Sunday 30 June 2013

A Wilderland of Thrones?

I don't know why but every autumn I get all nostalgic over D&D. It's probably linked to the start of the  school year in some way and memories of walking to my friends house on a autumn morning to play D&D. What I do know is that I have never really stopped dabbling in fantasy wargaming (with a strong dash of RPG influence). The fact that I am mainly a solo gamer makes it both interesting and difficult. My last attempt was to fight through Tegel Manor one room at a time......


The question is this - what bits of fantasy geography influences my fantasy wargaming world? In no particular order:

Mirkwood from Tolkien

Bits of Newhon / Llankhmar

City state of the Invincible Overlord

Wilderlands of High Fantasy

Against the Giants

Hyboria

Skyrim

Glorantha

Early Warhammer - Thorgrim Branedim and Air Dressair for example And more recently...... Game of Thrones

Any attempt to gather all this into one world, while entertaining, foundered due to conflicting styles and moods of the originals. A map incorporating it all seemed impossible.

My first reaction was to just have a rough map - this in the north, that wherever for example, but that too got stuck probably because I was quite fixated still on the originals in all their contradictions.

Recently though, watching Game of Thrones, I thought how Minas Tirith figures from the GW LOTR range looked like a sort of Westeros infantryman. The Gondor fiefdom figures also looked quite "northern".


Here, men at arms of House Casterly realise why property prices have slumped in the North.
 Minas Tirith soldiers simply painted red and gold.

This seemed to marry the look of the figures I liked with a bit of a background but keeping the human forces as quite generic. So,  my human fantasy forces are now settled as, in the north, Gondor fiefdom figures will feature as the Tunnocks and Garstangs, with a few rangers as hunters of the tumbledown tower. Their leader is Lord Riddick Craven, Warden of the Riding. In the south, the minas tirith figures (in red kit) became the Casterlys of Rosemount under Lord Tarquil Casterly. The original black painted minas tirith figures are the Kingsmen (though their shield device is the Casterly tree) whose role is uncertain; my dullendings are the wildmen of the howling hills and my ex citadel feudals are the retinue of sir Hubert of Haghill (now a royal messenger at arms). That combines Tolkien, GoT and Judges Guild references into one set of semi coherent human forces. The original City State could be seen as a plot riven backdrop for the north-south feud and also a point of entry for the more D&D element (eg the orcs of the purple claw).

I have some mordheim adventurers who look very piratical so they easily become the pirates of the Roglaroon, led by Strombanni - marrying in a hyboria reference but also reinforcing the judges guild Wilderlands theme. And so to the awkward bit.
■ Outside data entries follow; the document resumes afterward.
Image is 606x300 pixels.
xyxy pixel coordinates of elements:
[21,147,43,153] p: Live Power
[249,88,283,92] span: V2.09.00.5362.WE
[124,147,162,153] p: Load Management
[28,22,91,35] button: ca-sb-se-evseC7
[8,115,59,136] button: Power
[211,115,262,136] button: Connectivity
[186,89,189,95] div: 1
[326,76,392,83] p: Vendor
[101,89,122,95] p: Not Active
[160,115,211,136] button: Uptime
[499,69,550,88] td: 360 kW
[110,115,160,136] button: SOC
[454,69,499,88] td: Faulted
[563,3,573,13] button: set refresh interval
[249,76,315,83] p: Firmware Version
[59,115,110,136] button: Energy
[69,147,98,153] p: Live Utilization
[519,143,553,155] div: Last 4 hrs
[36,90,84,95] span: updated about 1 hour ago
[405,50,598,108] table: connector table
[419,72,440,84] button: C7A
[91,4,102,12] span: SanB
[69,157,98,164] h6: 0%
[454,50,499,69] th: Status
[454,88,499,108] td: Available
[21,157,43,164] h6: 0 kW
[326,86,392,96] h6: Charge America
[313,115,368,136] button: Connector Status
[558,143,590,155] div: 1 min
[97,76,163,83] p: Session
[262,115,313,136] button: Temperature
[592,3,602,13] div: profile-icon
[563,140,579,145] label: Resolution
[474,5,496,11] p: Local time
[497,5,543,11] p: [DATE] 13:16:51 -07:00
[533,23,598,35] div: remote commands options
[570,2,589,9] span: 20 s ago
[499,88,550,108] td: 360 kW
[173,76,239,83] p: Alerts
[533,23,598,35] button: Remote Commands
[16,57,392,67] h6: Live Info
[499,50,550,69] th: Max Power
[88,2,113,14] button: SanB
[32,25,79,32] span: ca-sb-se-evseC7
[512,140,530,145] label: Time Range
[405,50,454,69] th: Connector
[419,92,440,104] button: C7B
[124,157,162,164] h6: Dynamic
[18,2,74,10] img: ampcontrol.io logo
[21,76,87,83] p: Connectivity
How to fit in the D&D elements of monsters - orcs, goblins, trolls, giants ?

In a typical D&D setting you could encounter monsters remarkably close to a human settlement - in the City State of the Invincible Overlord, they were a major and active (and accepted) part of the population . That did not quite gel with some of the other settings such as Hyboria which are less monster based and GOT in which humans are the most common monsters in all senses..

My tentative idea here is to think of concentric rings of increasing fantasticality. The further away you are from "the capital" the more D&D it gets. I had thought of CSIO as the capital; perhaps it isn't? Perhaps that is some fantastical city out on the edge of (ahem) the Wilderlands?
Food for thought all round and a small sense of achievement in terms of vision.

Now, to actually convert all this to a game. An AAR, musings on rules and some pictures to follow in due course.